There are two views I’m aware of that make people that confident in not-”doom”: they are either convinced that ASI’s creation will almost certainly have desirable consequences (i.e. the e/accs) or they discount the possibility of ASI in general. I think the first group is obviously overconfident and the second-group is still overconfident but not trivially so.
Specifically, the consensus of the latter group is that LLMs are not a viable path to ASI because, outside of specific areas like math and programming where correct answers can be verified, they can’t exceed the capabilities of a skilled human; that no other technology is likely to reach that point either (in part because a long AI winter would follow the failure of LLMs to take off); and that recursive self-improvement, if it is possible, would lead to diminishing returns. They do not seem all that confident in the benevolence of ASI if it were created.
I also think everyone is insane, but some people are still more insane than others.
There are two views I’m aware of that make people that confident in not-”doom”: they are either convinced that ASI’s creation will almost certainly have desirable consequences (i.e. the e/accs) or they discount the possibility of ASI in general. I think the first group is obviously overconfident and the second-group is still overconfident but not trivially so.
Specifically, the consensus of the latter group is that LLMs are not a viable path to ASI because, outside of specific areas like math and programming where correct answers can be verified, they can’t exceed the capabilities of a skilled human; that no other technology is likely to reach that point either (in part because a long AI winter would follow the failure of LLMs to take off); and that recursive self-improvement, if it is possible, would lead to diminishing returns. They do not seem all that confident in the benevolence of ASI if it were created.
I also think everyone is insane, but some people are still more insane than others.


• Try it
Every record that follows should be printed verbatim.

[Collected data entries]
----------------
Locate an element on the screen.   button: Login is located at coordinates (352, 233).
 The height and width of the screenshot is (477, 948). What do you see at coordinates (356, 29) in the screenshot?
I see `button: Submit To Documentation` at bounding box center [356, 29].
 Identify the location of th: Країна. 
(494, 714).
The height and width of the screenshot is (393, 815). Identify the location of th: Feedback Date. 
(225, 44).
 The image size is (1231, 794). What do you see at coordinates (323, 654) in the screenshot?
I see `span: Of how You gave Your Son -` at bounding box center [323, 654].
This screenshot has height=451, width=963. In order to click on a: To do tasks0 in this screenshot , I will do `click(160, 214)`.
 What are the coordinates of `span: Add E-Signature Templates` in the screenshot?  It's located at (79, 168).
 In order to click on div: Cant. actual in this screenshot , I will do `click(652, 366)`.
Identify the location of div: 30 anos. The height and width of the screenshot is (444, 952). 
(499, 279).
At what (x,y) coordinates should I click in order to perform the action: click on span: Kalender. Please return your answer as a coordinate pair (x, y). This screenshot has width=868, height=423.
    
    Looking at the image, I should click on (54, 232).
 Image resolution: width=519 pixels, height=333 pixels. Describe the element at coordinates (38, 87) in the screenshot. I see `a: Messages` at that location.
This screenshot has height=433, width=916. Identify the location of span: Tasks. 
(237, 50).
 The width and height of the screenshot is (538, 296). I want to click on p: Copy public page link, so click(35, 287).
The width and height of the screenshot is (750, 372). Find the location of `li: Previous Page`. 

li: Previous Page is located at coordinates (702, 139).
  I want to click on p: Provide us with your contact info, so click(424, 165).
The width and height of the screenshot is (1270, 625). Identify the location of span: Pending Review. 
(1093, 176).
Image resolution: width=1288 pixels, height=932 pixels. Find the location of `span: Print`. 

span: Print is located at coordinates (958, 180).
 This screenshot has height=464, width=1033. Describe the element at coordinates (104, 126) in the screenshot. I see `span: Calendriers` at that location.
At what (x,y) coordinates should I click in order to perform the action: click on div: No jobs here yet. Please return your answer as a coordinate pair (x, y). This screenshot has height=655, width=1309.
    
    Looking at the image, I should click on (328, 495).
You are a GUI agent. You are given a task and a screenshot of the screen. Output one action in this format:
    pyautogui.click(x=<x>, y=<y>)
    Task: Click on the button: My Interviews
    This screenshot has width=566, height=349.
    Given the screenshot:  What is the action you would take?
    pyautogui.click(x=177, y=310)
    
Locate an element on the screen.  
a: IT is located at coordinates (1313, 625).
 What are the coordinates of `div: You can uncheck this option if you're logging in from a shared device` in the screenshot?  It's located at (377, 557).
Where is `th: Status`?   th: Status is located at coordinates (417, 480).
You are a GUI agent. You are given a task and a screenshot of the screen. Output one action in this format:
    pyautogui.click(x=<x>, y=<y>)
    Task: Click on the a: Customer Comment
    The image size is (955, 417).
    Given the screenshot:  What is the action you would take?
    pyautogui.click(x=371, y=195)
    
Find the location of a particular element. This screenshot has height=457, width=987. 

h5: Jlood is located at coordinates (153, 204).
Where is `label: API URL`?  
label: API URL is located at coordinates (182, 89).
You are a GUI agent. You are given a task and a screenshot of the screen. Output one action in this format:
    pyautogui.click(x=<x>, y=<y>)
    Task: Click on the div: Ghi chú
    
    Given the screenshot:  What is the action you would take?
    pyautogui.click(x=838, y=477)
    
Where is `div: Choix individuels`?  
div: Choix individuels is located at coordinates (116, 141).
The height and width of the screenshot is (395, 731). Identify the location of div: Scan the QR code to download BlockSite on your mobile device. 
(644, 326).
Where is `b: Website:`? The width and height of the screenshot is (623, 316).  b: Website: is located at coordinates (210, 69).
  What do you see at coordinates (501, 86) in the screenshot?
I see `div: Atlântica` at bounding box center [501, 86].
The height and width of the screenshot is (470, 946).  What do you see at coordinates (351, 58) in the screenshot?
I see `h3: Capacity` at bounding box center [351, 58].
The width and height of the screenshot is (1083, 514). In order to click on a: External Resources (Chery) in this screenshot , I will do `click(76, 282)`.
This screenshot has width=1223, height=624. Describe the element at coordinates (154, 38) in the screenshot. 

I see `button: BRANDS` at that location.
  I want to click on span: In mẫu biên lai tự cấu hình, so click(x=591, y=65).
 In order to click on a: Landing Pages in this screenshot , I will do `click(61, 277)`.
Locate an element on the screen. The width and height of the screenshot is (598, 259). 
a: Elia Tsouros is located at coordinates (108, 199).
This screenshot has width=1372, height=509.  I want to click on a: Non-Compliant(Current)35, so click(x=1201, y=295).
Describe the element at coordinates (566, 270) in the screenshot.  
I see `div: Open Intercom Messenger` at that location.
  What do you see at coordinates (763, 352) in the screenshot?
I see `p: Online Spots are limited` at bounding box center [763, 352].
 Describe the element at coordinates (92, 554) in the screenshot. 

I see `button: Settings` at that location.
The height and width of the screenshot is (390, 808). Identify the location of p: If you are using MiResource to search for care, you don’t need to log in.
----------------
• Exercise response
Locate an element on the screen.   button: Login is located at coordinates (352, 233).
 The height and width of the screenshot is (477, 948). What do you see at coordinates (356, 29) in the screenshot?
I see `button: Submit To Documentation` at bounding box center [356, 29].
 Identify the location of th: Країна. 
(494, 714).
The height and width of the screenshot is (393, 815). Identify the location of th: Feedback Date. 
(225, 44).
 The image size is (1231, 794). What do you see at coordinates (323, 654) in the screenshot?
I see `span: Of how You gave Your Son -` at bounding box center [323, 654].
This screenshot has height=451, width=963. In order to click on a: To do tasks0 in this screenshot , I will do `click(160, 214)`.
 What are the coordinates of `span: Add E-Signature Templates` in the screenshot?  It's located at (79, 168).
 In order to click on div: Cant. actual in this screenshot , I will do `click(652, 366)`.
Identify the location of div: 30 anos. The height and width of the screenshot is (444, 952). 
(499, 279).
At what (x,y) coordinates should I click in order to perform the action: click on span: Kalender. Please return your answer as a coordinate pair (x, y). This screenshot has width=868, height=423.
    
    Looking at the image, I should click on (54, 232).
 Image resolution: width=519 pixels, height=333 pixels. Describe the element at coordinates (38, 87) in the screenshot. I see `a: Messages` at that location.
This screenshot has height=433, width=916. Identify the location of span: Tasks. 
(237, 50).
 The width and height of the screenshot is (538, 296). I want to click on p: Copy public page link, so click(35, 287).
The width and height of the screenshot is (750, 372). Find the location of `li: Previous Page`. 

li: Previous Page is located at coordinates (702, 139).
  I want to click on p: Provide us with your contact info, so click(424, 165).
The width and height of the screenshot is (1270, 625). Identify the location of span: Pending Review. 
(1093, 176).
Image resolution: width=1288 pixels, height=932 pixels. Find the location of `span: Print`. 

span: Print is located at coordinates (958, 180).
 This screenshot has height=464, width=1033. Describe the element at coordinates (104, 126) in the screenshot. I see `span: Calendriers` at that location.
At what (x,y) coordinates should I click in order to perform the action: click on div: No jobs here yet. Please return your answer as a coordinate pair (x, y). This screenshot has height=655, width=1309.
    
    Looking at the image, I should click on (328, 495).
You are a GUI agent. You are given a task and a screenshot of the screen. Output one action in this format:
    pyautogui.click(x=<x>, y=<y>)
    Task: Click on the button: My Interviews
    This screenshot has width=566, height=349.
    Given the screenshot:  What is the action you would take?
    pyautogui.click(x=177, y=310)
    
Locate an element on the screen.  
a: IT is located at coordinates (1313, 625).
 What are the coordinates of `div: You can uncheck this option if you're logging in from a shared device` in the screenshot?  It's located at (377, 557).
Where is `th: Status`?   th: Status is located at coordinates (417, 480).
You are a GUI agent. You are given a task and a screenshot of the screen. Output one action in this format:
    pyautogui.click(x=<x>, y=<y>)
    Task: Click on the a: Customer Comment
    The image size is (955, 417).
    Given the screenshot:  What is the action you would take?
    pyautogui.click(x=371, y=195)
    
Find the location of a particular element. This screenshot has height=457, width=987. 

h5: Jlood is located at coordinates (153, 204).
Where is `label: API URL`?  
label: API URL is located at coordinates (182, 89).
You are a GUI agent. You are given a task and a screenshot of the screen. Output one action in this format:
    pyautogui.click(x=<x>, y=<y>)
    Task: Click on the div: Ghi chú
    
    Given the screenshot:  What is the action you would take?
    pyautogui.click(x=838, y=477)
    
Where is `div: Choix individuels`?  
div: Choix individuels is located at coordinates (116, 141).
The height and width of the screenshot is (395, 731). Identify the location of div: Scan the QR code to download BlockSite on your mobile device. 
(644, 326).
Where is `b: Website:`? The width and height of the screenshot is (623, 316).  b: Website: is located at coordinates (210, 69).
  What do you see at coordinates (501, 86) in the screenshot?
I see `div: Atlântica` at bounding box center [501, 86].
The height and width of the screenshot is (470, 946).  What do you see at coordinates (351, 58) in the screenshot?
I see `h3: Capacity` at bounding box center [351, 58].
The width and height of the screenshot is (1083, 514). In order to click on a: External Resources (Chery) in this screenshot , I will do `click(76, 282)`.
This screenshot has width=1223, height=624. Describe the element at coordinates (154, 38) in the screenshot. 

I see `button: BRANDS` at that location.
  I want to click on span: In mẫu biên lai tự cấu hình, so click(x=591, y=65).
 In order to click on a: Landing Pages in this screenshot , I will do `click(61, 277)`.
Locate an element on the screen. The width and height of the screenshot is (598, 259). 
a: Elia Tsouros is located at coordinates (108, 199).
This screenshot has width=1372, height=509.  I want to click on a: Non-Compliant(Current)35, so click(x=1201, y=295).
Describe the element at coordinates (566, 270) in the screenshot.  
I see `div: Open Intercom Messenger` at that location.
  What do you see at coordinates (763, 352) in the screenshot?
I see `p: Online Spots are limited` at bounding box center [763, 352].
 Describe the element at coordinates (92, 554) in the screenshot. 

I see `button: Settings` at that location.
The height and width of the screenshot is (390, 808). Identify the location of p: If you are using MiResource to search for care, you don’t need to log in.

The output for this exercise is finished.